Even more ironic, though, is that opposition/rebel forces in Turkey will soon be calling on Obama to do for them what he did for opposition/rebel forces in Libya. What’s more, they will be aided and abetted in this by war-mongering U.S. officials (like Republican Senator John McCain) who are probably just lying in wait to rebuke Obama for dithering on Erdogan, just as Erdogan and these U.S. officials have rebuked him for dithering on Assad. Got that?
But just as I admonished Obama to leave Afghans, Iraqis, Egyptians, Libyans, and Syrians to reconcile their political/sectarian differences without U.S. (military) involvement, I admonish him to leave the Turks to their own devices.
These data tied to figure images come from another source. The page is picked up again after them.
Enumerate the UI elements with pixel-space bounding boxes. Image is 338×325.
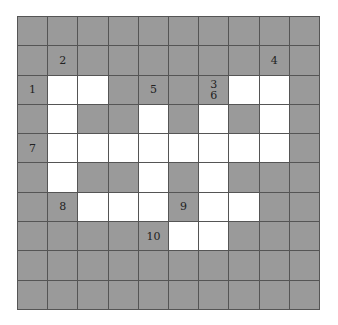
block-cell [229,46,258,74]
open-cell[interactable] [229,76,258,104]
open-cell[interactable] [139,134,168,162]
open-cell[interactable] [199,134,228,162]
block-cell [260,222,289,250]
block-cell [18,222,47,250]
block-cell [109,222,138,250]
block-cell [78,46,107,74]
open-cell[interactable] [169,134,198,162]
block-cell [169,281,198,309]
block-cell [260,163,289,191]
block-cell [169,251,198,279]
block-cell [48,17,77,45]
block-cell: 5 [139,76,168,104]
block-cell [290,281,319,309]
block-cell [260,281,289,309]
block-cell [199,46,228,74]
block-cell [290,76,319,104]
open-cell[interactable] [169,222,198,250]
open-cell[interactable] [199,222,228,250]
block-cell [109,251,138,279]
clue-number: 1 [29,84,36,95]
open-cell[interactable] [78,193,107,221]
block-cell: 2 [48,46,77,74]
block-cell: 10 [139,222,168,250]
block-cell [229,105,258,133]
block-cell [78,17,107,45]
block-cell [139,251,168,279]
open-cell[interactable] [199,105,228,133]
block-cell: 3 6 [199,76,228,104]
block-cell [139,17,168,45]
block-cell [229,17,258,45]
clue-number: 5 [150,84,157,95]
block-cell [169,17,198,45]
block-cell [139,281,168,309]
block-cell [199,281,228,309]
open-cell[interactable] [48,76,77,104]
block-cell [260,193,289,221]
block-cell [48,251,77,279]
open-cell[interactable] [109,134,138,162]
block-cell [18,17,47,45]
clue-number: 10 [146,231,160,242]
block-cell [169,76,198,104]
open-cell[interactable] [260,105,289,133]
open-cell[interactable] [199,193,228,221]
block-cell [18,46,47,74]
open-cell[interactable] [229,193,258,221]
block-cell: 8 [48,193,77,221]
block-cell [48,281,77,309]
block-cell [290,17,319,45]
block-cell [290,222,319,250]
block-cell [290,193,319,221]
block-cell [78,163,107,191]
block-cell [290,251,319,279]
block-cell: 7 [18,134,47,162]
block-cell: 1 [18,76,47,104]
block-cell [18,281,47,309]
clue-number: 9 [180,201,187,212]
open-cell[interactable] [139,105,168,133]
open-cell[interactable] [109,193,138,221]
block-cell [109,46,138,74]
block-cell [18,105,47,133]
block-cell [109,17,138,45]
open-cell[interactable] [78,76,107,104]
block-cell [169,163,198,191]
block-cell [199,17,228,45]
block-cell [229,281,258,309]
open-cell[interactable] [139,193,168,221]
block-cell [18,163,47,191]
block-cell [78,105,107,133]
block-cell [78,251,107,279]
block-cell [139,46,168,74]
block-cell [48,222,77,250]
open-cell[interactable] [260,76,289,104]
crossword-grid: 24153 678910 [17,16,320,310]
open-cell[interactable] [48,134,77,162]
open-cell[interactable] [48,105,77,133]
open-cell[interactable] [48,163,77,191]
open-cell[interactable] [139,163,168,191]
block-cell [78,281,107,309]
clue-number: 3 6 [210,79,217,101]
block-cell [18,251,47,279]
block-cell [260,17,289,45]
block-cell [290,134,319,162]
open-cell[interactable] [199,163,228,191]
open-cell[interactable] [229,134,258,162]
clue-number: 7 [29,143,36,154]
open-cell[interactable] [260,134,289,162]
block-cell [229,163,258,191]
block-cell [109,281,138,309]
open-cell[interactable] [78,134,107,162]
block-cell [260,251,289,279]
block-cell [229,251,258,279]
block-cell [169,46,198,74]
block-cell [169,105,198,133]
block-cell [229,222,258,250]
block-cell [199,251,228,279]
clue-number: 8 [59,201,66,212]
clue-number: 4 [271,55,278,66]
block-cell [290,46,319,74]
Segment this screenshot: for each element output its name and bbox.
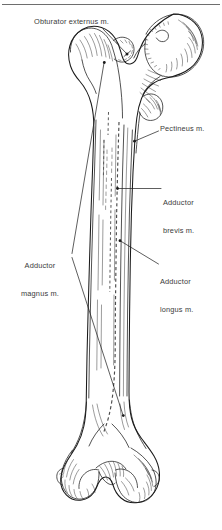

And this admonition holds even if resolving their differences takes a bloody military-style crackdown the likes of which not seen since China squashed the Tiananmen-Square democracy movement in 1989; or takes a bloody civil war the likes of which not seen since hundreds of thousands of Hutus and Tutsis slaughtered each other in Rwanda during the summer of 1994. (I remind you, it took a bloody civil war the likes of which the world had never seen for Americans to resolve their political/sectarian differences….)
Still, if you’re one of those people who think the United States has a moral obligation to intervene to stop ethnic/sectarian violence wherever possible, just ask yourself why it has not lifted a finger to intervene in the DR Congo:
[F]our million or more people have died as a result of the conflict [in the DR Congo] since 1998, almost half of them children under the age of 5, according to the International Rescue Committee.
(New York Times, December 2, 2012)
That’s 4,000,000 people folks! (I duly decried this genocide – for the umpteenth time – in “DR Congo’s Heart of Darkness Gets Even Darker,” The iPINIONS Journal, December 4, 2012.) Yet McCain and others have the (racist?) gall to accuse Obama of a failure of leadership for refusing to send troops to rescue 100,000 Syrians?! And bear in mind that this genocide in the DR Congo began unfolding in the very year (1998) when then President Bill Clinton traveled to Rwanda to apologize for the failure of U.S./Western countries to stop that genocide….
My heart goes out to the Turks – just as it does to people suffering under totalitarian and oppressive regimes … everywhere. Never mind that what oppressed minorities in Turkey are suffering today pales in comparison to what oppressed Blacks in the United States suffered for more than 150 years; which in itself should give any U.S. president pause in this context.
But if the United States wants to act on any moral imperative to stop ethnic and/or religious groups in foreign countries from killing each other, it should begin by honoring its promise to stop the killing in Africa (beginning with the DR Congo and Darfur: remember Darfur?).
NOTE: I hope it’s clear that what is happening to Erdogan is the best thing that could have happened to Assad. And I hope it’s equally clear that, just like the democracy protesters in Egypt, those in Turkey have not given a moment’s thought to the very likelihood that the devil they know in Erdogan would prove far better than any devil who might replace him.